As an admirer of Sir András Schiff’s approach to music making, an encounter with one of the few pianists that the maestro has promoted as part of his “Building Bridges” series certainly pricked my attention. The occasion came when the Gstaad Menuhin Festival offered the public the opportunity to watch (as part of their own “Matinée des Jeunes Étoiles” cycle) an hour-long streamed recital by Venetian-born Chiara Opalio. Interestingly structured, alternating very rarely played works by Beethoven and Carl Philipp Emanuel Bach with works included in standard recital repertoire, the performance was only a qualified success.

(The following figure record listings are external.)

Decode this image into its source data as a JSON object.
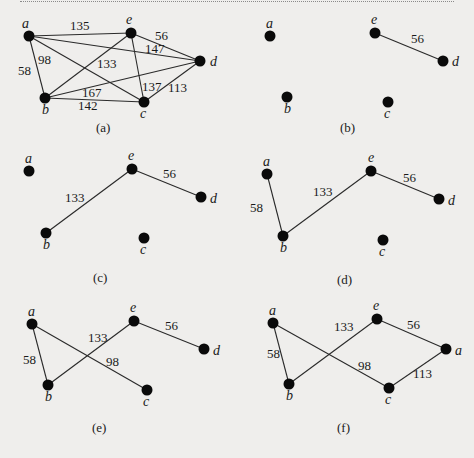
{
  "figure": {
    "colors": {
      "background": "#efeeec",
      "ink": "#1a1a1a",
      "vertex": "#0a0a0a",
      "edge": "#2a2a2a"
    },
    "panels": [
      {
        "id": "a",
        "caption": "(a)",
        "caption_pos": [
          96,
          132
        ],
        "vertices": [
          {
            "name": "a",
            "x": 29,
            "y": 36,
            "lx": 22,
            "ly": 28
          },
          {
            "name": "e",
            "x": 131,
            "y": 33,
            "lx": 126,
            "ly": 24
          },
          {
            "name": "d",
            "x": 200,
            "y": 61,
            "lx": 210,
            "ly": 66
          },
          {
            "name": "b",
            "x": 45,
            "y": 98,
            "lx": 42,
            "ly": 114
          },
          {
            "name": "c",
            "x": 144,
            "y": 102,
            "lx": 140,
            "ly": 118
          }
        ],
        "edges": [
          {
            "from": "a",
            "to": "e",
            "weight": "135",
            "lx": 70,
            "ly": 30
          },
          {
            "from": "a",
            "to": "d",
            "weight": "147",
            "lx": 145,
            "ly": 53
          },
          {
            "from": "a",
            "to": "c",
            "weight": "98",
            "lx": 38,
            "ly": 64
          },
          {
            "from": "a",
            "to": "b",
            "weight": "58",
            "lx": 18,
            "ly": 75
          },
          {
            "from": "e",
            "to": "d",
            "weight": "56",
            "lx": 155,
            "ly": 40
          },
          {
            "from": "e",
            "to": "b",
            "weight": "133",
            "lx": 97,
            "ly": 68
          },
          {
            "from": "e",
            "to": "c",
            "weight": "137",
            "lx": 142,
            "ly": 91
          },
          {
            "from": "b",
            "to": "d",
            "weight": "167",
            "lx": 82,
            "ly": 97
          },
          {
            "from": "b",
            "to": "c",
            "weight": "142",
            "lx": 78,
            "ly": 110
          },
          {
            "from": "c",
            "to": "d",
            "weight": "113",
            "lx": 168,
            "ly": 92
          }
        ]
      },
      {
        "id": "b",
        "caption": "(b)",
        "caption_pos": [
          340,
          132
        ],
        "vertices": [
          {
            "name": "a",
            "x": 270,
            "y": 36,
            "lx": 266,
            "ly": 28
          },
          {
            "name": "e",
            "x": 375,
            "y": 33,
            "lx": 371,
            "ly": 24
          },
          {
            "name": "d",
            "x": 443,
            "y": 61,
            "lx": 452,
            "ly": 66
          },
          {
            "name": "b",
            "x": 287,
            "y": 97,
            "lx": 284,
            "ly": 113
          },
          {
            "name": "c",
            "x": 388,
            "y": 102,
            "lx": 384,
            "ly": 118
          }
        ],
        "edges": [
          {
            "from": "e",
            "to": "d",
            "weight": "56",
            "lx": 411,
            "ly": 43
          }
        ]
      },
      {
        "id": "c",
        "caption": "(c)",
        "caption_pos": [
          93,
          282
        ],
        "vertices": [
          {
            "name": "a",
            "x": 29,
            "y": 171,
            "lx": 25,
            "ly": 163
          },
          {
            "name": "e",
            "x": 132,
            "y": 169,
            "lx": 128,
            "ly": 160
          },
          {
            "name": "d",
            "x": 201,
            "y": 197,
            "lx": 210,
            "ly": 203
          },
          {
            "name": "b",
            "x": 46,
            "y": 233,
            "lx": 43,
            "ly": 249
          },
          {
            "name": "c",
            "x": 144,
            "y": 238,
            "lx": 140,
            "ly": 254
          }
        ],
        "edges": [
          {
            "from": "e",
            "to": "b",
            "weight": "133",
            "lx": 65,
            "ly": 202
          },
          {
            "from": "e",
            "to": "d",
            "weight": "56",
            "lx": 163,
            "ly": 178
          }
        ]
      },
      {
        "id": "d",
        "caption": "(d)",
        "caption_pos": [
          337,
          284
        ],
        "vertices": [
          {
            "name": "a",
            "x": 267,
            "y": 174,
            "lx": 263,
            "ly": 166
          },
          {
            "name": "e",
            "x": 371,
            "y": 171,
            "lx": 368,
            "ly": 162
          },
          {
            "name": "d",
            "x": 439,
            "y": 199,
            "lx": 448,
            "ly": 205
          },
          {
            "name": "b",
            "x": 283,
            "y": 236,
            "lx": 280,
            "ly": 252
          },
          {
            "name": "c",
            "x": 383,
            "y": 240,
            "lx": 379,
            "ly": 256
          }
        ],
        "edges": [
          {
            "from": "a",
            "to": "b",
            "weight": "58",
            "lx": 250,
            "ly": 212
          },
          {
            "from": "b",
            "to": "e",
            "weight": "133",
            "lx": 313,
            "ly": 196
          },
          {
            "from": "e",
            "to": "d",
            "weight": "56",
            "lx": 403,
            "ly": 182
          }
        ]
      },
      {
        "id": "e",
        "caption": "(e)",
        "caption_pos": [
          92,
          432
        ],
        "vertices": [
          {
            "name": "a",
            "x": 32,
            "y": 324,
            "lx": 28,
            "ly": 316
          },
          {
            "name": "e",
            "x": 134,
            "y": 321,
            "lx": 130,
            "ly": 312
          },
          {
            "name": "d",
            "x": 204,
            "y": 349,
            "lx": 213,
            "ly": 355
          },
          {
            "name": "b",
            "x": 48,
            "y": 385,
            "lx": 45,
            "ly": 401
          },
          {
            "name": "c",
            "x": 147,
            "y": 390,
            "lx": 143,
            "ly": 406
          }
        ],
        "edges": [
          {
            "from": "a",
            "to": "b",
            "weight": "58",
            "lx": 23,
            "ly": 364
          },
          {
            "from": "b",
            "to": "e",
            "weight": "133",
            "lx": 88,
            "ly": 342
          },
          {
            "from": "a",
            "to": "c",
            "weight": "98",
            "lx": 106,
            "ly": 366
          },
          {
            "from": "e",
            "to": "d",
            "weight": "56",
            "lx": 165,
            "ly": 330
          }
        ]
      },
      {
        "id": "f",
        "caption": "(f)",
        "caption_pos": [
          337,
          432
        ],
        "vertices": [
          {
            "name": "a",
            "x": 273,
            "y": 323,
            "lx": 269,
            "ly": 315
          },
          {
            "name": "e",
            "x": 377,
            "y": 319,
            "lx": 373,
            "ly": 310
          },
          {
            "name": "a",
            "x": 446,
            "y": 349,
            "lx": 455,
            "ly": 355
          },
          {
            "name": "b",
            "x": 289,
            "y": 384,
            "lx": 286,
            "ly": 400
          },
          {
            "name": "c",
            "x": 389,
            "y": 388,
            "lx": 385,
            "ly": 404
          }
        ],
        "edges": [
          {
            "from": 0,
            "to": 3,
            "weight": "58",
            "lx": 267,
            "ly": 358
          },
          {
            "from": 3,
            "to": 1,
            "weight": "133",
            "lx": 334,
            "ly": 331
          },
          {
            "from": 0,
            "to": 4,
            "weight": "98",
            "lx": 358,
            "ly": 370
          },
          {
            "from": 1,
            "to": 2,
            "weight": "56",
            "lx": 407,
            "ly": 329
          },
          {
            "from": 4,
            "to": 2,
            "weight": "113",
            "lx": 413,
            "ly": 378
          }
        ]
      }
    ]
  }
}
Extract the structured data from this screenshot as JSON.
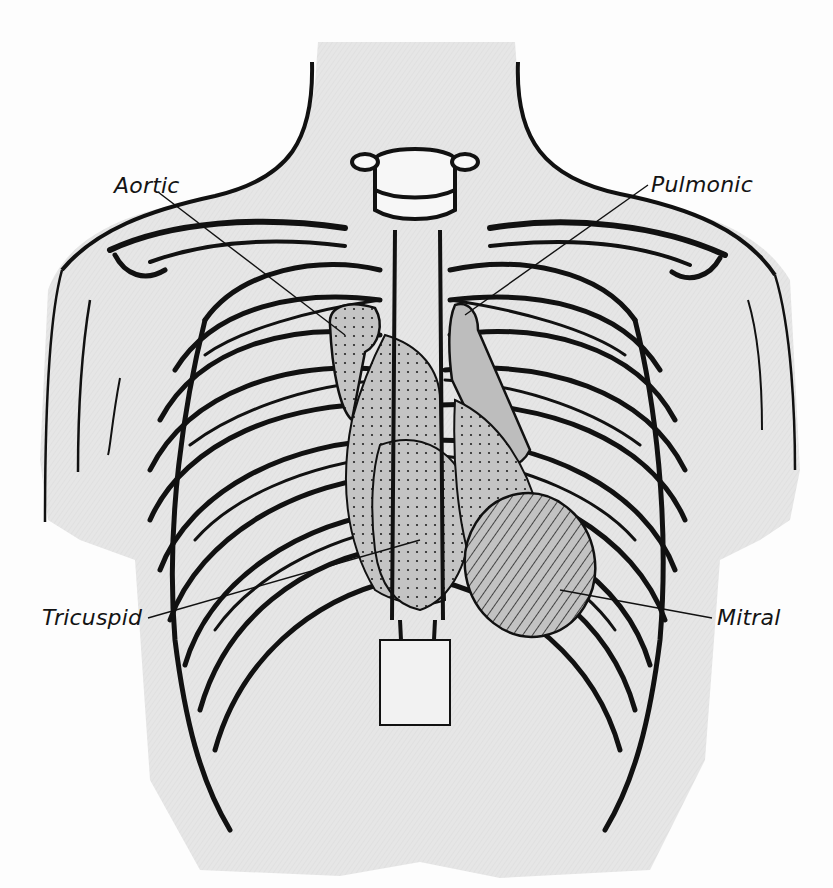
{
  "figure": {
    "labels": {
      "aortic": "Aortic",
      "pulmonic": "Pulmonic",
      "tricuspid": "Tricuspid",
      "mitral": "Mitral"
    },
    "areas": [
      {
        "name": "Aortic",
        "fill": "stippled",
        "position": "right 2nd intercostal space"
      },
      {
        "name": "Pulmonic",
        "fill": "stippled",
        "position": "left 2nd intercostal space"
      },
      {
        "name": "Tricuspid",
        "fill": "stippled",
        "position": "lower left sternal border"
      },
      {
        "name": "Mitral",
        "fill": "hatched",
        "position": "apex, left 5th intercostal space"
      }
    ],
    "colors": {
      "ink": "#111111",
      "body_shade": "#e4e4e4",
      "region_shade": "#bdbdbd",
      "paper": "#fdfdfd"
    }
  }
}
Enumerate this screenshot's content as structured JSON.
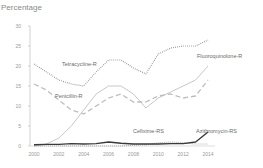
{
  "chart_data": {
    "type": "line",
    "title": "",
    "xlabel": "",
    "ylabel": "Percentage",
    "ylim": [
      0,
      30
    ],
    "yticks": [
      0,
      5,
      10,
      15,
      20,
      25,
      30
    ],
    "xticks": [
      2000,
      2002,
      2004,
      2006,
      2008,
      2010,
      2012,
      2014
    ],
    "grid": false,
    "legend": "inline labels",
    "x": [
      2000,
      2001,
      2002,
      2003,
      2004,
      2005,
      2006,
      2007,
      2008,
      2009,
      2010,
      2011,
      2012,
      2013,
      2014
    ],
    "series": [
      {
        "name": "Tetracycline-R",
        "style": "dotted",
        "color": "#8c8c8c",
        "values": [
          20.5,
          18.5,
          16.5,
          15.5,
          15,
          18.5,
          21.5,
          21.5,
          19.5,
          18,
          23,
          24.5,
          25,
          25,
          26.5
        ]
      },
      {
        "name": "Fluoroquinolone-R",
        "style": "solid",
        "color": "#c8c8c8",
        "values": [
          0,
          0.5,
          2,
          5,
          9,
          13,
          15,
          15,
          13,
          9.5,
          12,
          13.5,
          15,
          16.5,
          20
        ]
      },
      {
        "name": "Penicillin-R",
        "style": "dashed",
        "color": "#bdbdbd",
        "values": [
          15.5,
          14,
          11.5,
          9,
          8,
          10,
          12,
          13,
          11,
          11,
          12.5,
          13,
          12,
          12.5,
          16.5
        ]
      },
      {
        "name": "Cefixime-RS",
        "style": "dotted",
        "color": "#a0a0a0",
        "values": [
          0,
          0,
          0,
          0,
          0,
          0,
          0,
          0,
          0.2,
          0.3,
          0.8,
          1,
          0.8,
          0.5,
          0.5
        ]
      },
      {
        "name": "Azithromycin-RS",
        "style": "solid",
        "color": "#3a3a3a",
        "values": [
          0.3,
          0.4,
          0.4,
          0.6,
          0.5,
          0.6,
          1,
          0.7,
          0.5,
          0.5,
          0.5,
          0.6,
          0.6,
          1,
          3.5
        ]
      }
    ]
  },
  "labels": {
    "ylabel": "Percentage",
    "tetracycline": "Tetracycline-R",
    "fluoroquinolone": "Fluoroquinolone-R",
    "penicillin": "Penicillin-R",
    "cefixime": "Cefixime-RS",
    "azithromycin": "Azithromycin-RS"
  }
}
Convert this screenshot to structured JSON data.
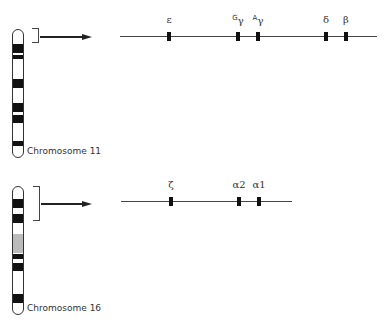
{
  "chromosomes": [
    {
      "label": "Chromosome 11",
      "top": 29,
      "bottom": 158,
      "left": 12,
      "bands": [
        {
          "y": 43,
          "h": 9,
          "color": "#111111"
        },
        {
          "y": 54,
          "h": 4,
          "color": "#111111"
        },
        {
          "y": 78,
          "h": 9,
          "color": "#111111"
        },
        {
          "y": 102,
          "h": 9,
          "color": "#111111"
        },
        {
          "y": 114,
          "h": 8,
          "color": "#111111"
        },
        {
          "y": 140,
          "h": 5,
          "color": "#111111"
        }
      ],
      "bracket": {
        "x": 32,
        "y": 28,
        "w": 7,
        "h": 15
      },
      "arrow": {
        "x1": 40,
        "x2": 92,
        "y": 36
      },
      "gene_line": {
        "x1": 120,
        "x2": 377,
        "y": 36
      },
      "genes": [
        {
          "name": "epsilon",
          "symbol": "ε",
          "sup": "",
          "x": 169
        },
        {
          "name": "G-gamma",
          "symbol": "γ",
          "sup": "G",
          "x": 238
        },
        {
          "name": "A-gamma",
          "symbol": "γ",
          "sup": "A",
          "x": 258
        },
        {
          "name": "delta",
          "symbol": "δ",
          "sup": "",
          "x": 326
        },
        {
          "name": "beta",
          "symbol": "β",
          "sup": "",
          "x": 346
        }
      ]
    },
    {
      "label": "Chromosome 16",
      "top": 186,
      "bottom": 315,
      "left": 12,
      "bands": [
        {
          "y": 198,
          "h": 9,
          "color": "#111111"
        },
        {
          "y": 213,
          "h": 9,
          "color": "#111111"
        },
        {
          "y": 233,
          "h": 19,
          "color": "#bbbbbb"
        },
        {
          "y": 253,
          "h": 5,
          "color": "#111111"
        },
        {
          "y": 262,
          "h": 8,
          "color": "#111111"
        },
        {
          "y": 293,
          "h": 9,
          "color": "#111111"
        }
      ],
      "bracket": {
        "x": 33,
        "y": 186,
        "w": 7,
        "h": 35
      },
      "arrow": {
        "x1": 41,
        "x2": 92,
        "y": 203
      },
      "gene_line": {
        "x1": 121,
        "x2": 292,
        "y": 201
      },
      "genes": [
        {
          "name": "zeta",
          "symbol": "ζ",
          "sup": "",
          "x": 171
        },
        {
          "name": "alpha2",
          "symbol": "α2",
          "sup": "",
          "x": 239
        },
        {
          "name": "alpha1",
          "symbol": "α1",
          "sup": "",
          "x": 259
        }
      ]
    }
  ]
}
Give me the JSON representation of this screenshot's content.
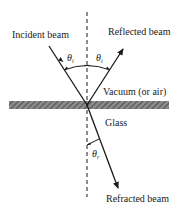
{
  "diagram": {
    "title": "",
    "labels": {
      "incident": "Incident beam",
      "reflected": "Reflected beam",
      "medium_top": "Vacuum (or air)",
      "medium_bottom": "Glass",
      "refracted": "Refracted beam"
    },
    "angles": {
      "incident": {
        "symbol": "θ",
        "subscript": "i"
      },
      "reflected": {
        "symbol": "θ",
        "subscript": "i"
      },
      "refracted": {
        "symbol": "θ",
        "subscript": "r"
      }
    },
    "colors": {
      "line": "#1a1a1a",
      "surface_fill": "#777777",
      "background": "#ffffff"
    }
  }
}
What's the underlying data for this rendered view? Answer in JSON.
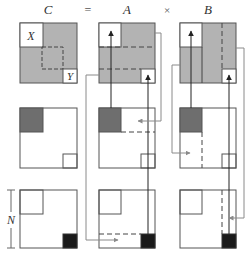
{
  "header": {
    "c_label": "C",
    "eq_label": "=",
    "a_label": "A",
    "times_label": "×",
    "b_label": "B"
  },
  "labels": {
    "x": "X",
    "y": "Y",
    "n": "N"
  },
  "colors": {
    "light_gray": "#b3b3b3",
    "dark_gray": "#6e6e6e",
    "black": "#1a1a1a",
    "stroke": "#555555",
    "arrow_line": "#8a8a8a"
  },
  "layout": {
    "columns": [
      "C",
      "A",
      "B"
    ],
    "rows": 3
  }
}
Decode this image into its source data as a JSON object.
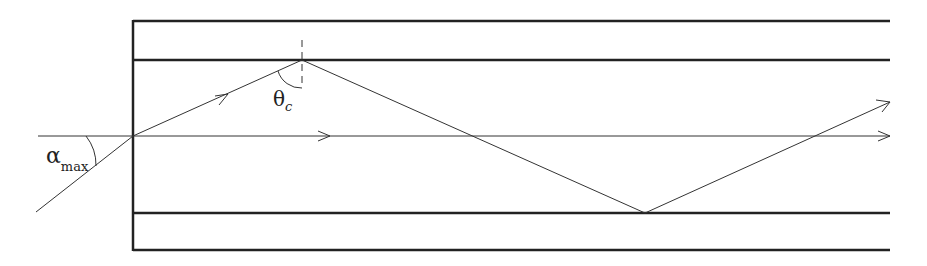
{
  "diagram": {
    "labels": {
      "alpha_symbol": "α",
      "alpha_subscript": "max",
      "theta_symbol": "θ",
      "theta_subscript": "c"
    },
    "colors": {
      "stroke": "#222222",
      "background": "#ffffff"
    },
    "geometry": {
      "left_x": 133,
      "right_x": 890,
      "cladding_top_y": 21,
      "core_top_y": 60,
      "axis_y": 136,
      "core_bottom_y": 213,
      "cladding_bottom_y": 250
    }
  }
}
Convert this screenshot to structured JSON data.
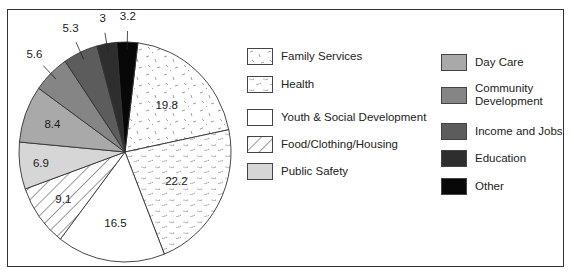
{
  "chart_data": {
    "type": "pie",
    "title": "",
    "unit": "percent",
    "start_angle_deg_clockwise_from_top": 7,
    "direction": "clockwise",
    "slices": [
      {
        "name": "Family Services",
        "value": 19.8,
        "label": "19.8",
        "fill": "#ffffff",
        "pattern": "dashes",
        "label_position": "inside"
      },
      {
        "name": "Health",
        "value": 22.2,
        "label": "22.2",
        "fill": "#ffffff",
        "pattern": "dots",
        "label_position": "inside"
      },
      {
        "name": "Youth & Social Development",
        "value": 16.5,
        "label": "16.5",
        "fill": "#ffffff",
        "pattern": "none",
        "label_position": "inside"
      },
      {
        "name": "Food/Clothing/Housing",
        "value": 9.1,
        "label": "9.1",
        "fill": "#ffffff",
        "pattern": "hatch",
        "label_position": "inside"
      },
      {
        "name": "Public Safety",
        "value": 6.9,
        "label": "6.9",
        "fill": "#d6d6d6",
        "pattern": "none",
        "label_position": "inside"
      },
      {
        "name": "Day Care",
        "value": 8.4,
        "label": "8.4",
        "fill": "#a9a9a9",
        "pattern": "none",
        "label_position": "inside"
      },
      {
        "name": "Community Development",
        "value": 5.6,
        "label": "5.6",
        "fill": "#858585",
        "pattern": "none",
        "label_position": "outside"
      },
      {
        "name": "Income and Jobs",
        "value": 5.3,
        "label": "5.3",
        "fill": "#5c5c5c",
        "pattern": "none",
        "label_position": "outside"
      },
      {
        "name": "Education",
        "value": 3,
        "label": "3",
        "fill": "#2e2e2e",
        "pattern": "none",
        "label_position": "outside"
      },
      {
        "name": "Other",
        "value": 3.2,
        "label": "3.2",
        "fill": "#080808",
        "pattern": "none",
        "label_position": "outside"
      }
    ],
    "legend": {
      "placement": "right",
      "columns": [
        [
          "Family Services",
          "Health",
          "Youth & Social Development",
          "Food/Clothing/Housing",
          "Public Safety"
        ],
        [
          "Day Care",
          "Community Development",
          "Income and Jobs",
          "Education",
          "Other"
        ]
      ]
    }
  },
  "legend_labels": {
    "family_services": "Family Services",
    "health": "Health",
    "youth": "Youth & Social Development",
    "food": "Food/Clothing/Housing",
    "public_safety": "Public Safety",
    "day_care": "Day Care",
    "community_line1": "Community",
    "community_line2": "Development",
    "income": "Income and Jobs",
    "education": "Education",
    "other": "Other"
  }
}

Part of CPE Bach’s significant keyboard output, his Keyboard Sonata in A major, Wq 55/4, published in 1779 but composed at least a decade earlier – is mainly of interest for those exploring the rapid transformation from “complicated”, “academic”, contrapuntal scores to “simple”, charged with emotions ones in the Sturm und Drang years. The middle, Poco adagio movement, in F sharp minor, includes a generous theme with Mozartian connotations that Opalio elegantly underlined. The 15-minute-long sonata’s outer movements are quite energetic in character, nonetheless without any especially distinctive character. Opalio played all the repetitions with beautiful articulation but, considering that she faced a Steinway piano and not a clavichord (the composer’s favourite instrument), dynamic contrasts could have been more prominent.
Beethoven’s Ten Variations on “La stessa, la stessisima” from his one-time teacher Antonio Salieri’s opera Falstaff, is also a work of limited general interest. Nevertheless, it provides a valuable insight into the composer’s early attempts to tame a compositional procedure – the theme-and-variations – that would become central to his entire oeuvre. As many other times, Beethoven selected a theme that sounds dull and bland to most listeners, but succeeds in creating a series of transformations not really astounding, but still clever and witty even if a bit monotonous (there is only one minor variation in the B major set). The interpretation did not have any particular sparkle and Opalio’s articulation was sporadically not even enough. The last and longest variation – Allegretto (alla austriaca) – with the original theme brought back, barely transformed, at the very end, was the most successfully rendered.